Pearl Harbor was a nightmare with explosions continuing, men crying for help, oil burning on the water, ambulances whining in and out of the base. The top brass were fearful of another attack from an invading force so marines were stationed as guards at appropriate places.
It was late the next day when the West Virginia’s fires were extinguished and Marine guards were posted on the shoreline of Ford Island, next to “Battleship Row.” The guards standing near the West Virginia wreckage heard “bang, bang” coming from the bow of the ship. The clanging could not always be heard because of the rescue crews and the abnormal noises from all the rescue and cleanup activity. WeeVee Marine Bugler Dick Fiske recalled, “When it was quiet you could hear it…bang, bang, then stop. Then bang, bang, pause. At first I thought it was a loose piece of rigging slapping against the hull.” But it was three desperate men crying for help–help that would never come.

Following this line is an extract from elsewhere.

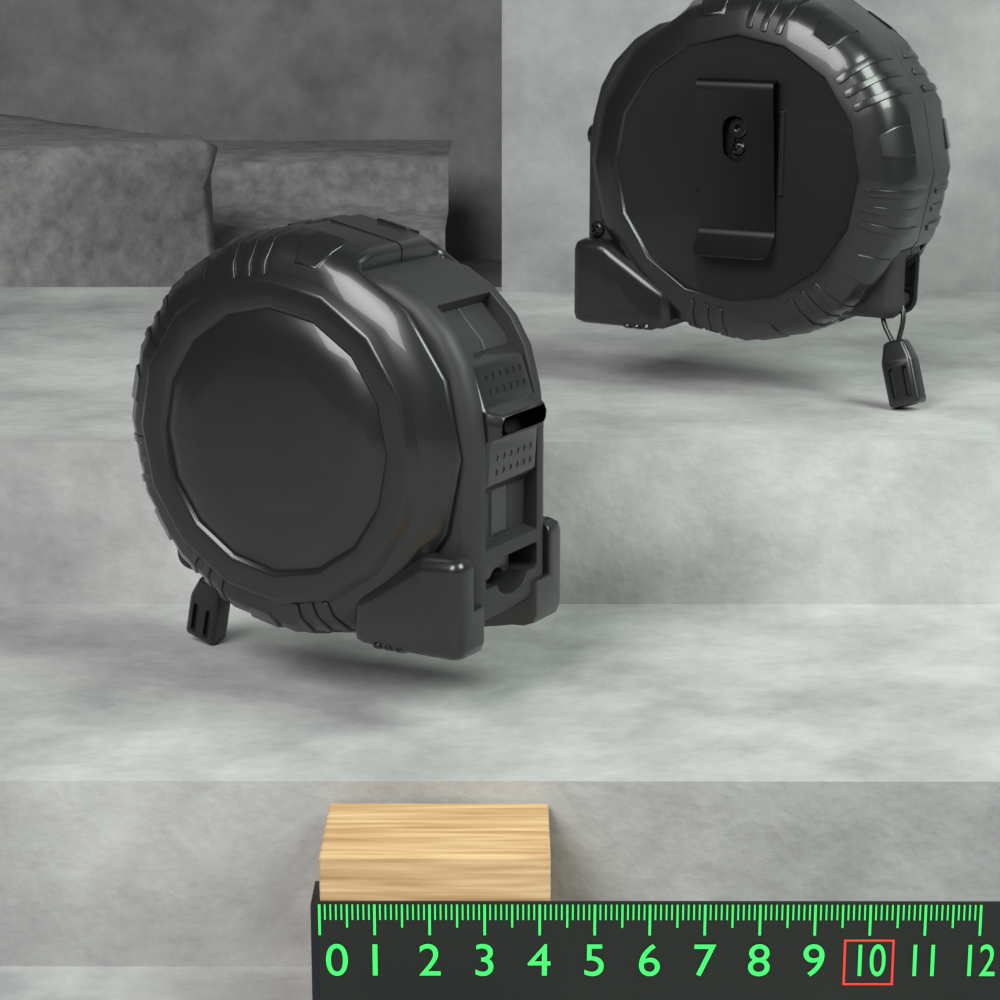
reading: 4.2 (no unit)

The Marine guards were horrified at knowing someone was still alive and trapped inside the wrecked hull. Everyone knew it was almost impossible to rescue them because the drills and torches would ignite the ever-present gasses. Also, the military brass had many other emergencies that demanded their attention, not the least was the possibility of an invasion. The Marines standing guard covered their ears. They were totally helpless which only added to their horror.
Following the revelation of the desperate and hopeless cries for help, no one wanted guard duty close to the dead ship and dying sailors. It was especially unnerving on quiet nights without the normal noise. The Marines would do anything to trade posts so they wouldn’t have to hear the banging.

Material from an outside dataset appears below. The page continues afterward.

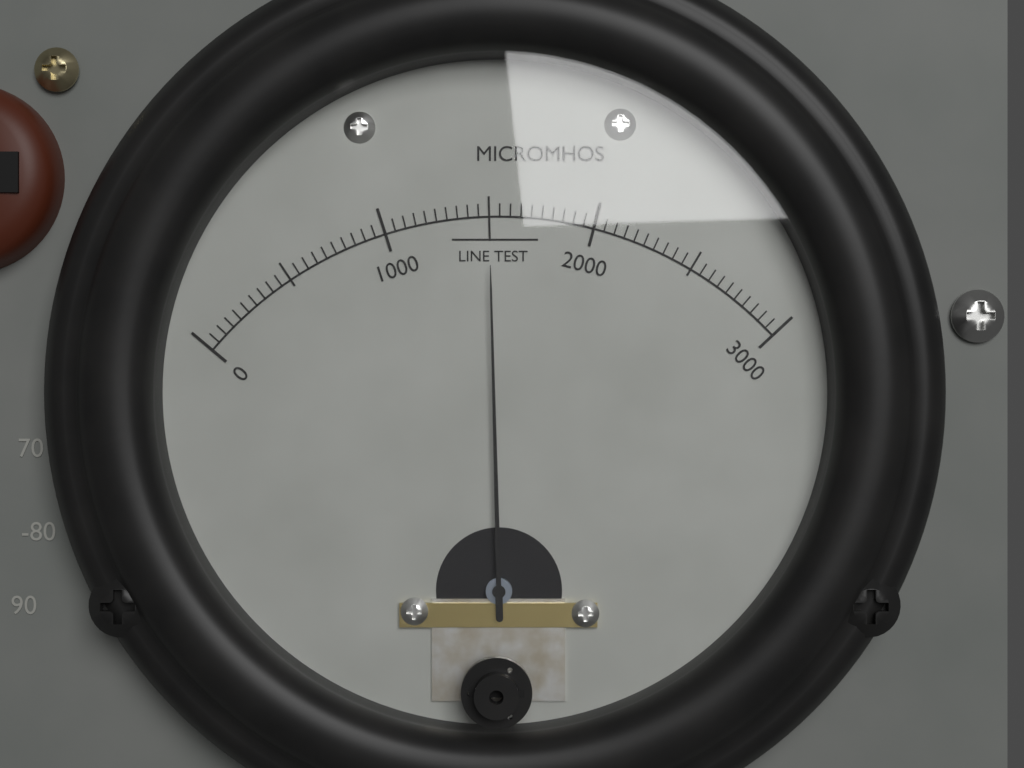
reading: 1500 micromhos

The banging went on until it stopped on Christmas Eve–then silence.
In late spring 1942, Navy salvage teams finally started work on the West Virginia and found Olds, Endicott, and Costin sitting on the floor completely surrounded by water, 40 feet down. Batteries, food wrappers, etc., were scattered around the compartment. They also noticed a calendar marked with large Xs with the last one on Dec. 23. Members of the salvage team wept as they surveyed the tragedy. The other dead at Pearl died terrible but fast deaths; but these three helpless, hopeless, and hapless men took sixteen days to die.
The military authorities told their families these sailors were killed in “the war in the Pacific.” Many years later, family members of the three heard about their deaths but refused to inform the parents. All three tombstones list their deaths as taking place on December 7, 1941; however, they really died just before Christmas as Americans were buying toys, trees, and tinsel for a subdued Christmas celebration while the world was on fire.

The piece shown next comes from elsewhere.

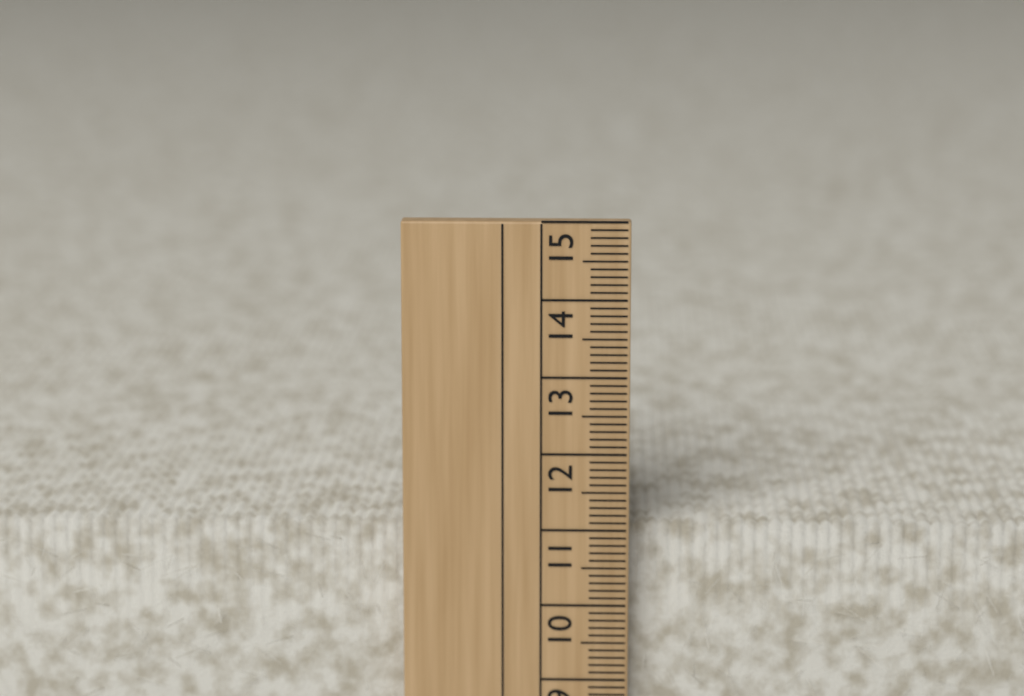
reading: 11.0 cm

These men are among the representatives of the Greatest Generation and the reason we are a free people eating ham and turkey for Christmas dinner instead of sushi.
Boys’ book Muslim Invasion: The Fuse is Burning! is available here. An eBook edition is also available.
[easy-social-share buttons="facebook,twitter,print" counters=1 style="button" point_type="simple"]Muslim Invasion
The Fuse is Burning!
by Don Boys, Ph.D.
Muslin Invasion: The Fuse is Burning! is an interesting, informative, and for the politically correct and infuriating read. Islam, Muslims, immigration, Jihad, Sharia, and the war against our civilization, culture, and creed is a present reality. Gutless public officials are selling us short either by complicity with the enemy or due to a doctrinaire commitment to idiotic tolerance ideology. Whatever the case, citizens must stand up against the invasion now before it is to late. The author suggests that the fuse is burning and the results will end in a complete upheaval of America and every free nation, unless we act now. Forget the lame stream media. Forget Obama. Common sense mandates, our very survival demands that we act NOW to keep America from going off the cliff; This book promises to be a life changing read.